As noted earlier, the first eleven melachot are collectively referred to a “sidurah d’pas,” the order of bread. Accordingly, the eleventh melacha listed in the mishna (Shabbos 4:2) is ofeh (baking), the final step in making bread. However, while the show bread was used in the Mishkan, it was not a part of its construction. In building the Mishkan, herbs were boiled to produce dyes for the curtains. This is called bishul (cooking). Ofeh and bishul are effectively the same melacha, referring to the use of heat to effect a change in food or other items (for example, firing bricks in a kiln). Here, we will refer to it by the more common name of bishul.
As mentioned, bishul occurs when something is heated to the point that a change occurs (though this is not the case with liquids). Normally, this change entails rendering food fit to eat. An object does not have to be completely cooked in order for the act to be considered bishul; one-half or even one-third cooked might be good enough for a person to eat in a pinch.
Bishul occurs at a temperature that is considered “yad soledes bo,” namely that a person will instinctively draw his hand back upon touching it. This is generally accepted as around 110 degrees Fahrenheit, plus or minus based on the authority you ask. In any event, one wouldn’t be measuring the temperature of a pot on Shabbos. If you touch it and pull your hand back, that’s yad soledes bo!
There are many halachos related to cooking on Shabbos and a person is likely to encounter a bishul issue at least once every Shabbos. (This especially true since we are specifically supposed to eat hot food on Shabbos – quite the dilemma, eh?) A few practical applications follow but these are very much just the tip of the iceberg:
- One may not help something to cook by moving it closer to the flame, by removing some of the food (so that the remainder cooks faster) or even by stirring the pot;
- One may not leave food to cook over Shabbos on an uncovered flame.

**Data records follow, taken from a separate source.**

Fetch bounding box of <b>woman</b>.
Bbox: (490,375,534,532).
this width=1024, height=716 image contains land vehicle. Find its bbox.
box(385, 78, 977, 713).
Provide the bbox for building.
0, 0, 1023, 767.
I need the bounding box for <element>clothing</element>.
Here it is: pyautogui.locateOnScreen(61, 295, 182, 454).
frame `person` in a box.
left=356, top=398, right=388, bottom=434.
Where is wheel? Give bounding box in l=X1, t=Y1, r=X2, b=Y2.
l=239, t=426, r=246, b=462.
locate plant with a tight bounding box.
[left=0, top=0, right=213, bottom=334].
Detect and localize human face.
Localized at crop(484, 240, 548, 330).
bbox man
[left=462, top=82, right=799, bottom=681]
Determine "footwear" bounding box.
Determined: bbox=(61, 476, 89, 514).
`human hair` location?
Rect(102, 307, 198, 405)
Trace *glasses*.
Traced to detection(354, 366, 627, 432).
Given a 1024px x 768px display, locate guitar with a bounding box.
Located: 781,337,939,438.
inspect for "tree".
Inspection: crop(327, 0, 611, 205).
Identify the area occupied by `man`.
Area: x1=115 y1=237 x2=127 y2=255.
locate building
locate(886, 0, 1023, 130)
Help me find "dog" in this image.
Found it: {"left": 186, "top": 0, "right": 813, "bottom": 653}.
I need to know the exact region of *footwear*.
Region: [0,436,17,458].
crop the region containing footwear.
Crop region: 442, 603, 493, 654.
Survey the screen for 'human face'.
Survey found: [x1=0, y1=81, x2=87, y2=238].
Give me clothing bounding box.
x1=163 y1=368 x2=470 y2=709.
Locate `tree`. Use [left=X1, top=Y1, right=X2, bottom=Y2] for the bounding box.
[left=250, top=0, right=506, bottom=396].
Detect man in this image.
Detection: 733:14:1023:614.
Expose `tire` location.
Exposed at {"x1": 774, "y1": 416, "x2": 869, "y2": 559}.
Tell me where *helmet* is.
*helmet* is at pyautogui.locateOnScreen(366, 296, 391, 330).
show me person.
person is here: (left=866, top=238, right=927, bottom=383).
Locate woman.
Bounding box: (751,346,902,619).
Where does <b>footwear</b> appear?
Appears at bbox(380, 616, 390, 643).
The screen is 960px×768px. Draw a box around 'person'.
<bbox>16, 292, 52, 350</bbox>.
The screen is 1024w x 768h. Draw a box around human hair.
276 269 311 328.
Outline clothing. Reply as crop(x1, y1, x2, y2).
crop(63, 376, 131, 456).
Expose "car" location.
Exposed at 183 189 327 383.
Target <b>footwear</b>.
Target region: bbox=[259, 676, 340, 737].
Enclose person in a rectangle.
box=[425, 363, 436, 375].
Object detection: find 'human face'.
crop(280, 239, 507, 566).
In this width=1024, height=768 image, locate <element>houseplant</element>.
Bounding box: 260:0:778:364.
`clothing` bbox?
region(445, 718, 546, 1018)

Accordingly, we cover our stove tops with a sheet of metal called a blech (Yiddish for tin);
- Something fully cooked that was removed from the blech may be returned so long as it is still warm if one had the intention to do so and held on to it the whole time;
- A dry, solid item (such as a kugel or some chicken) may be warmed on Shabbos by placing it on top of something that is on the blech (though one may not place it on the blech itself);
- The pot on the fire is a kli rishon (first vessel) and it cooks. Pouring the contents of the pot into a second vessel makes the new utensil a kli sheini, which doesn’t cook in most cases. To make coffee or tea on Shabbos, one should pour water from a kli sheini to a kli shlishi (third vessel), then add the tea bag or instant coffee. Halachically, this is not cooking. (Yes, the water may still be pretty hot, but look how far removed it is from the original heat source!);
- One may not insulate a pot with a blanket in order to retain its heat. (This is called hatmanah; it is discussed in the chapter of Bameh Madlikin, which we read on Friday nights.)
Bishul is also the reason that one is not permitted to bathe on Shabbos – as a preventive measure against heating the water.
The laws of bishul are very many and we’ve barely begun to address them here. If any area of Shabbos observance calls for further study, this is it.
This is just an introduction to the concepts of the melacha of bishul; it is not a substitute for a full study of the halachos.